In South Africa's Border Cave, Paleolithic people were roasting and eating sweet potatoes over 170,000 years ago—the oldest roasted starches ever found. Charred samples reveal these ancient Hypoxis tubers could be eaten raw, but cooking made them easier to digest and released more calories, much like modern sweet potatoes.

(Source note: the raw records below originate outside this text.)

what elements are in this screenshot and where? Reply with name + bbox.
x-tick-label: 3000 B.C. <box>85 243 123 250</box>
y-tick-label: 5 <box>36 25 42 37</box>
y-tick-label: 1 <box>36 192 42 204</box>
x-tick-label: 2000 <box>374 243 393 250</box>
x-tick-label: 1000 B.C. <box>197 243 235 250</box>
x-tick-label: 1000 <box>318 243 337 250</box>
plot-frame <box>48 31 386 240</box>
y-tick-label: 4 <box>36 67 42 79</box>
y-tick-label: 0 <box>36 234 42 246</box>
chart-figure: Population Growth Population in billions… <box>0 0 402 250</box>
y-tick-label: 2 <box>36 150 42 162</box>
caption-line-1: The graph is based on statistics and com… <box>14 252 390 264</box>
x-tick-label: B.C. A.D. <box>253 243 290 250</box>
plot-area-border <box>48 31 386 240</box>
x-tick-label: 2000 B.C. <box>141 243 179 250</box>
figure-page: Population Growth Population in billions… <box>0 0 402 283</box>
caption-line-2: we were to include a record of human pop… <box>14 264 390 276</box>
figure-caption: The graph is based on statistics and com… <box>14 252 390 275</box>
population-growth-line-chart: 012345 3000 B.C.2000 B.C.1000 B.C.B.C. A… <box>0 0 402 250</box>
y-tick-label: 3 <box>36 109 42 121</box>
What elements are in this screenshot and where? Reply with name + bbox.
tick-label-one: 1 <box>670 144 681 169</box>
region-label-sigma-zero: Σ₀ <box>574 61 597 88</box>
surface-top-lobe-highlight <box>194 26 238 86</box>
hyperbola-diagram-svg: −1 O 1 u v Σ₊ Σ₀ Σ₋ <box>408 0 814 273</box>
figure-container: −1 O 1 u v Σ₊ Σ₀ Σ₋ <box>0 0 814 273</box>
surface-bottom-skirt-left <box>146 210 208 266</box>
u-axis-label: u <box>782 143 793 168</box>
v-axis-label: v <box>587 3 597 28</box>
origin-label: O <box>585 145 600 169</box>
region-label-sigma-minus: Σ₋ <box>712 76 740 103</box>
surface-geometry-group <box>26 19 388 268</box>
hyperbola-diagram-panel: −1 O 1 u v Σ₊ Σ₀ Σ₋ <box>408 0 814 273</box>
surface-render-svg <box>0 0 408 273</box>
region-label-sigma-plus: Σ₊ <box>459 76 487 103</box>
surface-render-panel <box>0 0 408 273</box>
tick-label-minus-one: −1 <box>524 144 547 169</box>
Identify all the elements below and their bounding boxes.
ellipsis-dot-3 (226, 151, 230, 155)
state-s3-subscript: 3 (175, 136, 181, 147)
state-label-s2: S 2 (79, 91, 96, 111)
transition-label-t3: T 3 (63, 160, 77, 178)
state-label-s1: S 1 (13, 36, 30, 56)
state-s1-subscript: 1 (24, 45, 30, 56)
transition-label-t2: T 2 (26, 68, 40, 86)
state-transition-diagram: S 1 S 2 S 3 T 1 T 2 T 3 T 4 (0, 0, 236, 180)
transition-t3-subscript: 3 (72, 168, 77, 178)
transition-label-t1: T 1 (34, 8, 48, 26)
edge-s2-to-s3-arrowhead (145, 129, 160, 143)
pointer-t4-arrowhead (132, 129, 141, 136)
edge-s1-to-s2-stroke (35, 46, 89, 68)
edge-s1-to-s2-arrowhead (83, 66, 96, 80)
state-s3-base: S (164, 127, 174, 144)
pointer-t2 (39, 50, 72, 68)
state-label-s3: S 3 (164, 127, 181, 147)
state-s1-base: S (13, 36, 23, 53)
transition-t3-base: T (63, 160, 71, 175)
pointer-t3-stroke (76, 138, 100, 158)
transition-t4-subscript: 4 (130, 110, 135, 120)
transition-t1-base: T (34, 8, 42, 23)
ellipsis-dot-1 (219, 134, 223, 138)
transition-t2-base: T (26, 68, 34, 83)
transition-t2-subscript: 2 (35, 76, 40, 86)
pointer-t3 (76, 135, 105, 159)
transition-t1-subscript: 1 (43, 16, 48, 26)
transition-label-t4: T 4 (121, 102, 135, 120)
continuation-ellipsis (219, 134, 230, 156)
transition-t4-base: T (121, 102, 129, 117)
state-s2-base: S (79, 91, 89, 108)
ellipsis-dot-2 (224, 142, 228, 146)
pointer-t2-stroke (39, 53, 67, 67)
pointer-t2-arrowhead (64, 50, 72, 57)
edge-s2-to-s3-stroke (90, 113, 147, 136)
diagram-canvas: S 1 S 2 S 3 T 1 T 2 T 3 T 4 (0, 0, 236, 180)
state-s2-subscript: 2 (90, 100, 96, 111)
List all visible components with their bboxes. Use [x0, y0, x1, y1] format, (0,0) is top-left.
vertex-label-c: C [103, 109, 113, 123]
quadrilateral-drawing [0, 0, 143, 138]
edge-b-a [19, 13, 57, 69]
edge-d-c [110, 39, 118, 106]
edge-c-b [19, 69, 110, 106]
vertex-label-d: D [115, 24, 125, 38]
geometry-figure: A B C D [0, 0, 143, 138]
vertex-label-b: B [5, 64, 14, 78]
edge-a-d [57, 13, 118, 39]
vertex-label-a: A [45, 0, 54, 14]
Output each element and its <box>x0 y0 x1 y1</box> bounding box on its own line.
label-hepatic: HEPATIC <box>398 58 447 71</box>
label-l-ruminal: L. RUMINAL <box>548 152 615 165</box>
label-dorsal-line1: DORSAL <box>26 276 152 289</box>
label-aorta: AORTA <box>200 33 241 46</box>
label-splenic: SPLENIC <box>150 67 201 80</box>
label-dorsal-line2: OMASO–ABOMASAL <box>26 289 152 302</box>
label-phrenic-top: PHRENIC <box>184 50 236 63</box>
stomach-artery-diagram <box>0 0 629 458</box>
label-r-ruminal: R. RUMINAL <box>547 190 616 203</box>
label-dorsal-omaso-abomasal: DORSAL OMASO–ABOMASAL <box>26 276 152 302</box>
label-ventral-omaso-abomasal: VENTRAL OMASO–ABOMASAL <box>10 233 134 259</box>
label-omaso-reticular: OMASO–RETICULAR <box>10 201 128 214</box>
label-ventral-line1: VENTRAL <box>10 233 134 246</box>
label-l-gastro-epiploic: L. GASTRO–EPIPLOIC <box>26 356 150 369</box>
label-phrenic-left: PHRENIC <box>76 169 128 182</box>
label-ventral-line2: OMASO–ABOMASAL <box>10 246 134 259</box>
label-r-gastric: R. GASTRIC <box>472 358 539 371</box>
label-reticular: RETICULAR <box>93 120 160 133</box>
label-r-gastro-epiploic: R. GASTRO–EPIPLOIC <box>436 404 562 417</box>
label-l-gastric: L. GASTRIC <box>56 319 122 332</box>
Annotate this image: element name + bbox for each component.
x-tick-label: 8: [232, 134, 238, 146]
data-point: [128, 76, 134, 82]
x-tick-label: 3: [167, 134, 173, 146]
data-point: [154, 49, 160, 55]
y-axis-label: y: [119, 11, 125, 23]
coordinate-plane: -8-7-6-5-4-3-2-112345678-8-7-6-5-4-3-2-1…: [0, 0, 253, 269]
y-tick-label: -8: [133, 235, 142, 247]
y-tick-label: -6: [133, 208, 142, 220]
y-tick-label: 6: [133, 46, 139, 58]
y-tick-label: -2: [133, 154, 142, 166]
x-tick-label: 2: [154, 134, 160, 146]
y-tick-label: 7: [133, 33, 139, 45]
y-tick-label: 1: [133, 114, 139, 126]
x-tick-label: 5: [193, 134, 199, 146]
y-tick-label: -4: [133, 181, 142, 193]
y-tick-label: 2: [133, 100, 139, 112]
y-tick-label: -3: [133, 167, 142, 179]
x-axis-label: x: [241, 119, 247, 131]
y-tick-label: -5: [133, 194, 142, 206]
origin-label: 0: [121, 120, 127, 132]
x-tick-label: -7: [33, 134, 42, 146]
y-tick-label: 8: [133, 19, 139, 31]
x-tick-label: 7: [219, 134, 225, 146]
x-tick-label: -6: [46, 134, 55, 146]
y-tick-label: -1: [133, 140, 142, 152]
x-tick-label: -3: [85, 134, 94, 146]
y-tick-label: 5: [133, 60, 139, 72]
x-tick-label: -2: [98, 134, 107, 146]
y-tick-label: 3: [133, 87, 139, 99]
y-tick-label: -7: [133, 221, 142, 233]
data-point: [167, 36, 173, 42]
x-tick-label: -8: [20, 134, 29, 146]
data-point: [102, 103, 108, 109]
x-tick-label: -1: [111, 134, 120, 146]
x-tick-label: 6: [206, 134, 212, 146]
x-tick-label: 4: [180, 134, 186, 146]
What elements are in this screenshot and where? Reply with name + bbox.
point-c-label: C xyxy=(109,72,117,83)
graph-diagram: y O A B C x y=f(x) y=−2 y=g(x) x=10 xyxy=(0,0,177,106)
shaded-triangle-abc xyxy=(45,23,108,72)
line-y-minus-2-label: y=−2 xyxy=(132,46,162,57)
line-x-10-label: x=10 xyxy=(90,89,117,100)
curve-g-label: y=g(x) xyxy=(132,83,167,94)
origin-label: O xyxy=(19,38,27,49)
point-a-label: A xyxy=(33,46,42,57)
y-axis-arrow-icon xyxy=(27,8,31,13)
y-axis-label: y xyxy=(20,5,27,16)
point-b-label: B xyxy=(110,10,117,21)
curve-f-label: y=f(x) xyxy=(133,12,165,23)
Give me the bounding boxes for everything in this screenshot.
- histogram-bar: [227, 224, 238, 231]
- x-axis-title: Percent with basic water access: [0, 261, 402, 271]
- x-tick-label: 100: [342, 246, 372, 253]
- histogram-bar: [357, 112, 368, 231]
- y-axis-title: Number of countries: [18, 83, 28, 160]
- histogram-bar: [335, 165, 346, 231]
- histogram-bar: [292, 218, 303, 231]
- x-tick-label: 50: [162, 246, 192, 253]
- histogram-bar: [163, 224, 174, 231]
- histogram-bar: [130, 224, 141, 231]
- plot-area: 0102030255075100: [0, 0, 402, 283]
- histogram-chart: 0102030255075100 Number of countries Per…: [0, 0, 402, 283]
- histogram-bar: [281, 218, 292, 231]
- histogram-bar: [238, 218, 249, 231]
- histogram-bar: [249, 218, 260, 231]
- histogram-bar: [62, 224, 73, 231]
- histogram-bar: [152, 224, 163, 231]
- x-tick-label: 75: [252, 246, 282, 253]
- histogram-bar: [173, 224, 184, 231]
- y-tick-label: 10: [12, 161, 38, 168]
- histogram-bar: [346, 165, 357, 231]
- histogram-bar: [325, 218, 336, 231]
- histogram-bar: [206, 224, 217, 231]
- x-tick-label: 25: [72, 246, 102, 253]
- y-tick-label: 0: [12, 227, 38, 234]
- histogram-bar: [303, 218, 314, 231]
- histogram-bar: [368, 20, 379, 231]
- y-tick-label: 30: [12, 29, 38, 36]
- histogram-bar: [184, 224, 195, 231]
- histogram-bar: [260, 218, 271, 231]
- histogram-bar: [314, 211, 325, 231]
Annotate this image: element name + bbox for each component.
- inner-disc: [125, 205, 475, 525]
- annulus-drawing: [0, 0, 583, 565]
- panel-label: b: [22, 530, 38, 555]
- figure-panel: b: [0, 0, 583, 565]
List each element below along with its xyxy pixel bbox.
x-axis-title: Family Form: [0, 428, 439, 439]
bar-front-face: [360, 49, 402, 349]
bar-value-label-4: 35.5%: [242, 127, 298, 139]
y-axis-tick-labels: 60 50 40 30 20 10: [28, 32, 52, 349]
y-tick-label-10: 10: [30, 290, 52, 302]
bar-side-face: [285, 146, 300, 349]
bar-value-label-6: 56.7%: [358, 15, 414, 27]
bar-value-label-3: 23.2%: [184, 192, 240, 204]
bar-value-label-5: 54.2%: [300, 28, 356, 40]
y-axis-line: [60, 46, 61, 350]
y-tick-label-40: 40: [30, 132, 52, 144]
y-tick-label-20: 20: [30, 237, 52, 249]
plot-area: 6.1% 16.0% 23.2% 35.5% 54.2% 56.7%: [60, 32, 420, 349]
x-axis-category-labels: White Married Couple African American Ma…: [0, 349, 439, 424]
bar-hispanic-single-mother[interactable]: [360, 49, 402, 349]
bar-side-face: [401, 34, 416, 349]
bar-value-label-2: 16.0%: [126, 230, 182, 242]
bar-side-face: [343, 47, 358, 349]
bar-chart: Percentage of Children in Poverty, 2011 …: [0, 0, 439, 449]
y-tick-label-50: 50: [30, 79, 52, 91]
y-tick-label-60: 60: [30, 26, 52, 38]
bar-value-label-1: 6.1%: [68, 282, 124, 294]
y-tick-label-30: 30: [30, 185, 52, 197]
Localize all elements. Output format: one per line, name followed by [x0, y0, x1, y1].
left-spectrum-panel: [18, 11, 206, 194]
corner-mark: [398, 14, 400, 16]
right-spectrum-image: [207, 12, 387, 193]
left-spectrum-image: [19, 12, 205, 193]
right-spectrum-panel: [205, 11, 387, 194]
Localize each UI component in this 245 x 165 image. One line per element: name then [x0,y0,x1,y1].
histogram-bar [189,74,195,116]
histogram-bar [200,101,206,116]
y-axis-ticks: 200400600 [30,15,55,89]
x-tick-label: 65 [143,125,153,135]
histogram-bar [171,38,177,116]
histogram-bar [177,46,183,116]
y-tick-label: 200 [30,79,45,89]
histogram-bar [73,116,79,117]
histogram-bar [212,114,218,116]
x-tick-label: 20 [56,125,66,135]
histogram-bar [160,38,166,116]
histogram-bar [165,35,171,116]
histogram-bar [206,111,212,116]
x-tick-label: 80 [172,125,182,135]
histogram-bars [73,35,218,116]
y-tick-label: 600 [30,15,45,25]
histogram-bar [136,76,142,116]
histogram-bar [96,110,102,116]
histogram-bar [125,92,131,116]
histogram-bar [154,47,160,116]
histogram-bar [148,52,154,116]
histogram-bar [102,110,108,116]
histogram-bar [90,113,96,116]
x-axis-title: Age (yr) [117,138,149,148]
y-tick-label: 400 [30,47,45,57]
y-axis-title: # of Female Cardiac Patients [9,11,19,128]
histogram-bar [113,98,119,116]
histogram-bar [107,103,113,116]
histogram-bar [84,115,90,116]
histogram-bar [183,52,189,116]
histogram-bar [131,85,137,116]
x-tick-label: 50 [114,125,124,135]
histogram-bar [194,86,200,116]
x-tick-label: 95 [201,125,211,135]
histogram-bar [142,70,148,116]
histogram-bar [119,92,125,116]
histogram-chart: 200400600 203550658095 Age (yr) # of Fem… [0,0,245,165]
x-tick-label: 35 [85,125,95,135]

Today's Hypoxis angustifolia offers about 120 calories per 100 grams and grows year-round across Africa in dense clumps, providing a reliable, efficient food source. This supported ancient migrations and contributed to a diet rich in starch rather than meat, as evidenced by plant remains in the region.
2. Rabbits

A large kill like a mammoth could sustain Neanderthals for days, but relying solely on such hunts risked starvation. They thus adapted by learning to build traps to catch plentiful small prey like rabbits. At sites in France dating back 400,000 years, rabbit remains comprised 80-90% of animal bones, with some long bones deliberately broken to extract marrow.
This reveals unexpected cleverness and adaptability. Rabbit hunting required traps or snares—an innovation previously credited to modern humans—demanding strategic thinking over brute strength. It was once considered a key reason modern humans outlasted Neanderthals, yet this evidence shows Neanderthals mastered such advanced hunting techniques long before.
1. Juniper-Roasted Escargot

Ancient humans occasionally hunted woolly rhinos, but safer survival strategies centered on less dangerous prey. Over 30,000 years ago, Spanish Homo sapiens became the first known humans to eat escargot, consuming Iberus alonensis land snails during the Pleistocene-Holocene transition.
At Spain's Cova de la Barriada cave, scientists discovered 30,000-year-old snail remnants—10,000 years older than previous Mediterranean findings. These early snails were cooked like a delicacy over juniper embers at high heat, around 375°C (707°F).